The latest political and geopolitical developments, both local and global, seem to confront us with a threatening double horizon: an accelerated slide towards fascism, or an equally implacable retreat into imperialism - with all the overlaps, complicities and continuities between them. We have, thus, on the one side, a Western democratic establishment that can only articulate its immediate future by renouncing the last remnants of a distributive state and democratic appearances, in a general arms race that promises nothing but authoritarianism and austerity at home, and devastating inter-imperialist conflicts on a global scale. On the other side, a populist insurgent bloc with deep roots and complicity in the very systems and apparatuses of Euro-Atlantic democracies, which no longer shies away in explicitly claiming its reactionary character, and which promises, just as grimly, a harsh regime of austerity and authoritarianism at home, coupled with an equally provocative and bellicose attitude abroad, only in the name of a different set of values.

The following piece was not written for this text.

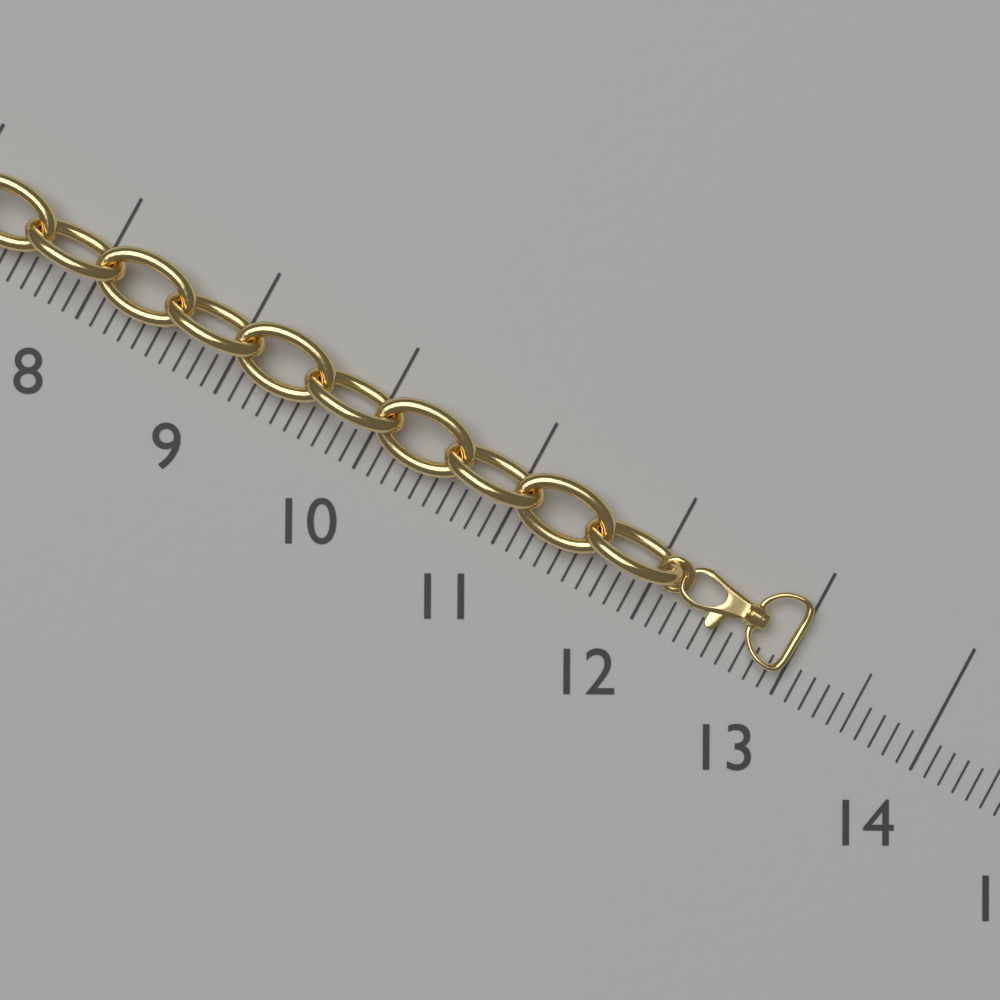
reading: 13.0 (no unit)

This, then, is the horizon towards which our age seems to be accelerating. The fifth edition of the "Ecologies of Emancipation" summer school aims to investigate the conjuncture of this imminent impact with the horizon: how did we get here, and what more could be done to delay the impact or divert its direction? In addition to the reflections of immediate politics and geopolitics, the school also aims to articulate historical and cultural approaches - about the origins and manifestations of fascism and imperialism in history, their cultural representations and the theories that have tried to explain them - as well as queries that address the phenomenon of contemporary fascism and imperialism through reflections of political economy, law, sociology, philosophy.
The school was dedicated to undergraduate, graduate and doctoral students from faculties of social sciences and humanities.
The Summer School “Ecologies of Emancipation” was organized by tranzit .ro/Cluj and the Faculty of Theatre and Film of the Babeș-Bolyai University within the project “Philosophy in Late Socialist Europe: Theoretical Practices in the Face of Polycrisis.”